For now, my repugnance to him had all melted away; and in the Hunted,

wounded, shackled creature who held my hand in his, I only saw a man

who had meant to be my benefactor, and who had felt affectionately,

gratefully, and generously, towards me with great constancy through a

series of years. I only saw in him a much better man than I had been to

Joe.

His breathing became more difficult and painful as the night drew on,

and often he could not repress a groan. I tried to rest him on the arm

I could use, in any easy position; but it was dreadful to think that

I could not be sorry at heart for his being badly hurt, since it was

unquestionably best that he should die. That there were, still living,

people enough who were able and willing to identify him, I could not

doubt. That he would be leniently treated, I could not hope. He who had

been presented in the worst light at his trial, who had since broken

prison and had been tried again, who had returned from transportation

under a life sentence, and who had occasioned the death of the man who

was the cause of his arrest.

As we returned towards the setting sun we had yesterday left behind us,

and as the stream of our hopes seemed all running back, I told him how

grieved I was to think that he had come home for my sake.

"Dear boy," he answered, "I'm quite content to take my chance. I've seen

my boy, and he can be a gentleman without me."

No. I had thought about that, while we had been there side by side. No.

Apart from any inclinations of my own, I understood Wemmick's hint now.

I foresaw that, being convicted, his possessions would be forfeited to

the Crown.

"Lookee here, dear boy," said he "It's best as a gentleman should not be

knowed to belong to me now. Only come to see me as if you come by chance

alonger Wemmick. Sit where I can see you when I am swore to, for the

last o' many times, and I don't ask no more."

"I will never stir from your side," said I, "when I am suffered to be

near you. Please God, I will be as true to you as you have been to me!"

I felt his hand tremble as it held mine, and he turned his face away

as he lay in the bottom of the boat, and I heard that old sound in his

throat,--softened now, like all the rest of him. It was a good thing

that he had touched this point, for it put into my mind what I might not

otherwise have thought of until too late,--that he need never know how

his hopes of enriching me had perished.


Problem to work on:
Gather all lines in the entries that include the word "ruler".

Start of Data under study

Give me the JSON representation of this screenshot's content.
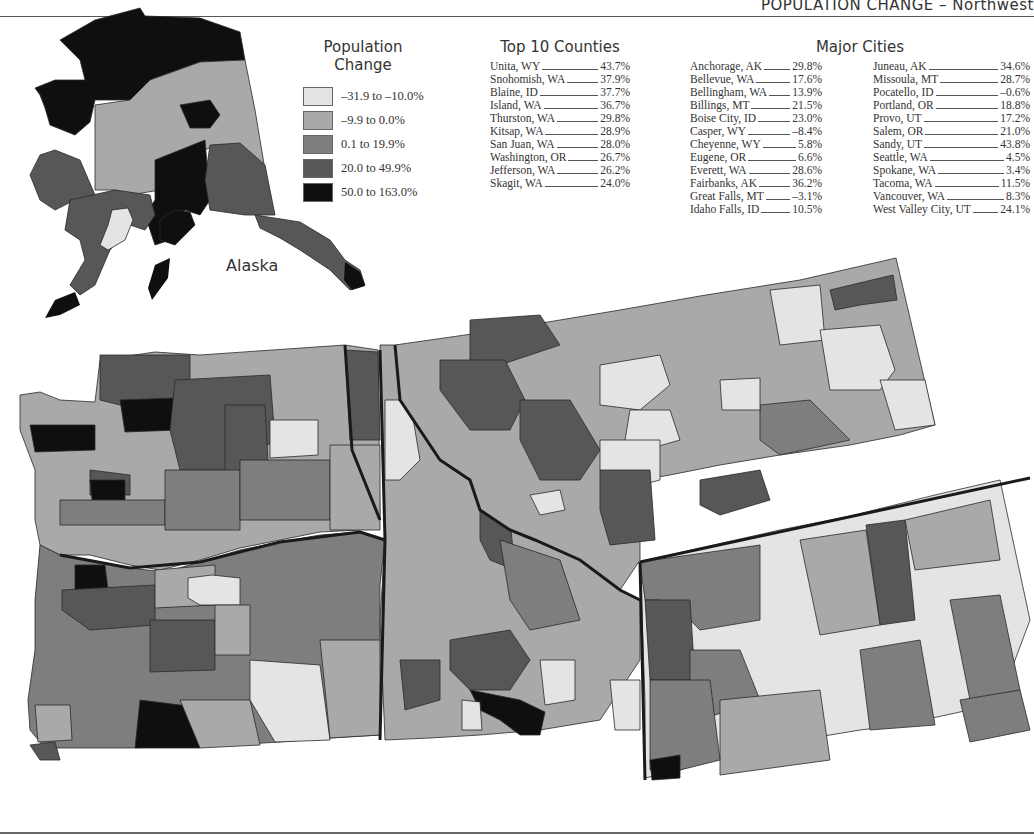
{
  "header": {
    "title": "POPULATION CHANGE – Northwest"
  },
  "legend": {
    "title_line1": "Population",
    "title_line2": "Change",
    "items": [
      {
        "label": "–31.9 to –10.0%",
        "color": "#e4e4e4"
      },
      {
        "label": "–9.9 to 0.0%",
        "color": "#a9a9a9"
      },
      {
        "label": "0.1 to 19.9%",
        "color": "#7e7e7e"
      },
      {
        "label": "20.0 to 49.9%",
        "color": "#575757"
      },
      {
        "label": "50.0 to 163.0%",
        "color": "#0f0f0f"
      }
    ]
  },
  "top_counties": {
    "title": "Top 10 Counties",
    "rows": [
      {
        "name": "Unita, WY",
        "value": "43.7%"
      },
      {
        "name": "Snohomish, WA",
        "value": "37.9%"
      },
      {
        "name": "Blaine, ID",
        "value": "37.7%"
      },
      {
        "name": "Island, WA",
        "value": "36.7%"
      },
      {
        "name": "Thurston, WA",
        "value": "29.8%"
      },
      {
        "name": "Kitsap, WA",
        "value": "28.9%"
      },
      {
        "name": "San Juan, WA",
        "value": "28.0%"
      },
      {
        "name": "Washington, OR",
        "value": "26.7%"
      },
      {
        "name": "Jefferson, WA",
        "value": "26.2%"
      },
      {
        "name": "Skagit, WA",
        "value": "24.0%"
      }
    ]
  },
  "major_cities": {
    "title": "Major Cities",
    "col1": [
      {
        "name": "Anchorage, AK",
        "value": "29.8%"
      },
      {
        "name": "Bellevue, WA",
        "value": "17.6%"
      },
      {
        "name": "Bellingham, WA",
        "value": "13.9%"
      },
      {
        "name": "Billings, MT",
        "value": "21.5%"
      },
      {
        "name": "Boise City, ID",
        "value": "23.0%"
      },
      {
        "name": "Casper, WY",
        "value": "–8.4%"
      },
      {
        "name": "Cheyenne, WY",
        "value": "5.8%"
      },
      {
        "name": "Eugene, OR",
        "value": "6.6%"
      },
      {
        "name": "Everett, WA",
        "value": "28.6%"
      },
      {
        "name": "Fairbanks, AK",
        "value": "36.2%"
      },
      {
        "name": "Great Falls, MT",
        "value": "–3.1%"
      },
      {
        "name": "Idaho Falls, ID",
        "value": "10.5%"
      }
    ],
    "col2": [
      {
        "name": "Juneau, AK",
        "value": "34.6%"
      },
      {
        "name": "Missoula, MT",
        "value": "28.7%"
      },
      {
        "name": "Pocatello, ID",
        "value": "–0.6%"
      },
      {
        "name": "Portland, OR",
        "value": "18.8%"
      },
      {
        "name": "Provo, UT",
        "value": "17.2%"
      },
      {
        "name": "Salem, OR",
        "value": "21.0%"
      },
      {
        "name": "Sandy, UT",
        "value": "43.8%"
      },
      {
        "name": "Seattle, WA",
        "value": "4.5%"
      },
      {
        "name": "Spokane, WA",
        "value": "3.4%"
      },
      {
        "name": "Tacoma, WA",
        "value": "11.5%"
      },
      {
        "name": "Vancouver, WA",
        "value": "8.3%"
      },
      {
        "name": "West Valley City, UT",
        "value": "24.1%"
      }
    ]
  },
  "map": {
    "alaska_label": "Alaska",
    "states": [
      "Alaska",
      "Washington",
      "Oregon",
      "Idaho",
      "Montana",
      "Wyoming"
    ]
  }
}
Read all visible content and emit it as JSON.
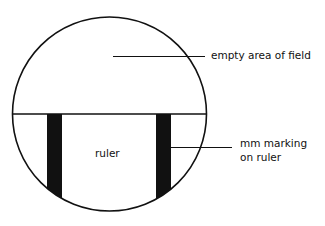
{
  "diagram": {
    "labels": {
      "empty_area": "empty area of field",
      "ruler": "ruler",
      "mm_marking_line1": "mm marking",
      "mm_marking_line2": "on ruler"
    },
    "colors": {
      "stroke": "#111111",
      "background": "#ffffff"
    }
  }
}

End of Data under study

Task answer:
      "ruler": "ruler",
      "mm_marking_line2": "on ruler"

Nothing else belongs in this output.